10643 123rd St. N.W. | 780-447-4577
rgerd.ca
The rooster weathervane and wooden porch swings at the entrance to RGE RD are a callback to Blair Lebsack and Caitlin Fulton’s rural beginnings. The duo ran a roving series of farm dinners around Edmonton for two years before moving into their brick-and-mortar city digs. But even when the kids leave the range (call it “Range Road,” from the abbreviation for Western Canada’s north-south survey roads), they can’t shed that country hospitality.
The heart of Lebsack’s kitchen is a wood-burning oven that consumes birch and maple at 700°F, dipping down in the off-service hours to cure honey ham and to smoke Salt Spring Island mussels or even dehydrated local milk. The smoke resurfaces in a sweet smear of milk aioli next to a thick slice of pork-and-chicken-liver terrine, wrapped in that honey ham and served with rounds of exquisite ficelle bread. “We pour a bunch of sausage and red wine into the dough,” confesses Lebsack.
The daily “questionable bits” demonstrate how a small 35-seater can make whole-animal cooking both sustainable and approachable. “It’s not Fear Factor,” the chef assures us. Tonight’s bits features a porchetta di testa – rolled pig’s head, sliced thin – topped with a Southern-inspired dirty barley studded with rabbit livers, hearts and kidneys, and pierced by a glass eyedropper filled with electric-orange hot sauce. Fulton’s pairing for those delightfully muddy organ flavours: a bright, small-lot barbera from British Columbia’s Sandhill, modestly priced but elegantly decanted.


> _How to complete this task_:
Take the entries below and retype them word for word, excluding the images.

::: Data shown :::

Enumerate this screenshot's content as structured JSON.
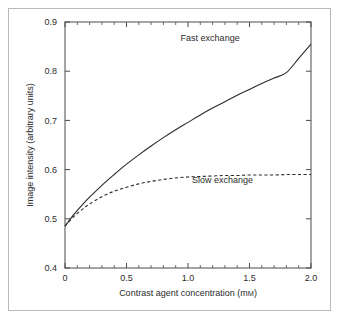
{
  "figure": {
    "background_color": "#ffffff",
    "frame_color": "#b9b9b9",
    "axis_color": "#4a4a4a",
    "curve_color": "#2a2a2a"
  },
  "chart_data": {
    "type": "line",
    "title": "",
    "xlabel": "Contrast agent concentration (mM)",
    "xlabel_text": "Contrast agent concentration (m",
    "xlabel_unit": "M",
    "xlabel_close": ")",
    "ylabel": "Image intensity (arbitrary units)",
    "xlim": [
      0,
      2.0
    ],
    "ylim": [
      0.4,
      0.9
    ],
    "grid": false,
    "legend_position": "inline-annotation",
    "x_ticks": [
      0,
      0.5,
      1.0,
      1.5,
      2.0
    ],
    "x_tick_labels": [
      "0",
      "0.5",
      "1.0",
      "1.5",
      "2.0"
    ],
    "x_minor_step": 0.1,
    "y_ticks": [
      0.4,
      0.5,
      0.6,
      0.7,
      0.8,
      0.9
    ],
    "y_tick_labels": [
      "0.4",
      "0.5",
      "0.6",
      "0.7",
      "0.8",
      "0.9"
    ],
    "series": [
      {
        "name": "Fast exchange",
        "style": "solid",
        "annotation": "Fast exchange",
        "x": [
          0,
          0.05,
          0.1,
          0.15,
          0.2,
          0.3,
          0.4,
          0.5,
          0.6,
          0.7,
          0.8,
          0.9,
          1.0,
          1.1,
          1.2,
          1.3,
          1.4,
          1.5,
          1.6,
          1.7,
          1.8,
          1.9,
          2.0
        ],
        "values": [
          0.485,
          0.502,
          0.517,
          0.531,
          0.544,
          0.568,
          0.59,
          0.611,
          0.63,
          0.648,
          0.665,
          0.681,
          0.696,
          0.711,
          0.725,
          0.738,
          0.751,
          0.763,
          0.775,
          0.786,
          0.797,
          0.826,
          0.855
        ]
      },
      {
        "name": "Slow exchange",
        "style": "dashed",
        "annotation": "Slow exchange",
        "x": [
          0,
          0.05,
          0.1,
          0.15,
          0.2,
          0.3,
          0.4,
          0.5,
          0.6,
          0.7,
          0.8,
          0.9,
          1.0,
          1.1,
          1.2,
          1.3,
          1.4,
          1.5,
          1.6,
          1.7,
          1.8,
          1.9,
          2.0
        ],
        "values": [
          0.485,
          0.499,
          0.511,
          0.521,
          0.53,
          0.545,
          0.556,
          0.564,
          0.571,
          0.576,
          0.58,
          0.583,
          0.585,
          0.586,
          0.587,
          0.588,
          0.588,
          0.589,
          0.589,
          0.589,
          0.59,
          0.59,
          0.59
        ]
      }
    ],
    "annotations": [
      {
        "text": "Fast exchange",
        "x": 1.18,
        "y": 0.862
      },
      {
        "text": "Slow exchange",
        "x": 1.28,
        "y": 0.572
      }
    ]
  }
}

:::

> _Exercise solution_:
Enumerate this screenshot's content as structured JSON.
{
  "figure": {
    "background_color": "#ffffff",
    "frame_color": "#b9b9b9",
    "axis_color": "#4a4a4a",
    "curve_color": "#2a2a2a"
  },
  "chart_data": {
    "type": "line",
    "title": "",
    "xlabel": "Contrast agent concentration (mM)",
    "xlabel_text": "Contrast agent concentration (m",
    "xlabel_unit": "M",
    "xlabel_close": ")",
    "ylabel": "Image intensity (arbitrary units)",
    "xlim": [
      0,
      2.0
    ],
    "ylim": [
      0.4,
      0.9
    ],
    "grid": false,
    "legend_position": "inline-annotation",
    "x_ticks": [
      0,
      0.5,
      1.0,
      1.5,
      2.0
    ],
    "x_tick_labels": [
      "0",
      "0.5",
      "1.0",
      "1.5",
      "2.0"
    ],
    "x_minor_step": 0.1,
    "y_ticks": [
      0.4,
      0.5,
      0.6,
      0.7,
      0.8,
      0.9
    ],
    "y_tick_labels": [
      "0.4",
      "0.5",
      "0.6",
      "0.7",
      "0.8",
      "0.9"
    ],
    "series": [
      {
        "name": "Fast exchange",
        "style": "solid",
        "annotation": "Fast exchange",
        "x": [
          0,
          0.05,
          0.1,
          0.15,
          0.2,
          0.3,
          0.4,
          0.5,
          0.6,
          0.7,
          0.8,
          0.9,
          1.0,
          1.1,
          1.2,
          1.3,
          1.4,
          1.5,
          1.6,
          1.7,
          1.8,
          1.9,
          2.0
        ],
        "values": [
          0.485,
          0.502,
          0.517,
          0.531,
          0.544,
          0.568,
          0.59,
          0.611,
          0.63,
          0.648,
          0.665,
          0.681,
          0.696,
          0.711,
          0.725,
          0.738,
          0.751,
          0.763,
          0.775,
          0.786,
          0.797,
          0.826,
          0.855
        ]
      },
      {
        "name": "Slow exchange",
        "style": "dashed",
        "annotation": "Slow exchange",
        "x": [
          0,
          0.05,
          0.1,
          0.15,
          0.2,
          0.3,
          0.4,
          0.5,
          0.6,
          0.7,
          0.8,
          0.9,
          1.0,
          1.1,
          1.2,
          1.3,
          1.4,
          1.5,
          1.6,
          1.7,
          1.8,
          1.9,
          2.0
        ],
        "values": [
          0.485,
          0.499,
          0.511,
          0.521,
          0.53,
          0.545,
          0.556,
          0.564,
          0.571,
          0.576,
          0.58,
          0.583,
          0.585,
          0.586,
          0.587,
          0.588,
          0.588,
          0.589,
          0.589,
          0.589,
          0.59,
          0.59,
          0.59
        ]
      }
    ],
    "annotations": [
      {
        "text": "Fast exchange",
        "x": 1.18,
        "y": 0.862
      },
      {
        "text": "Slow exchange",
        "x": 1.28,
        "y": 0.572
      }
    ]
  }
}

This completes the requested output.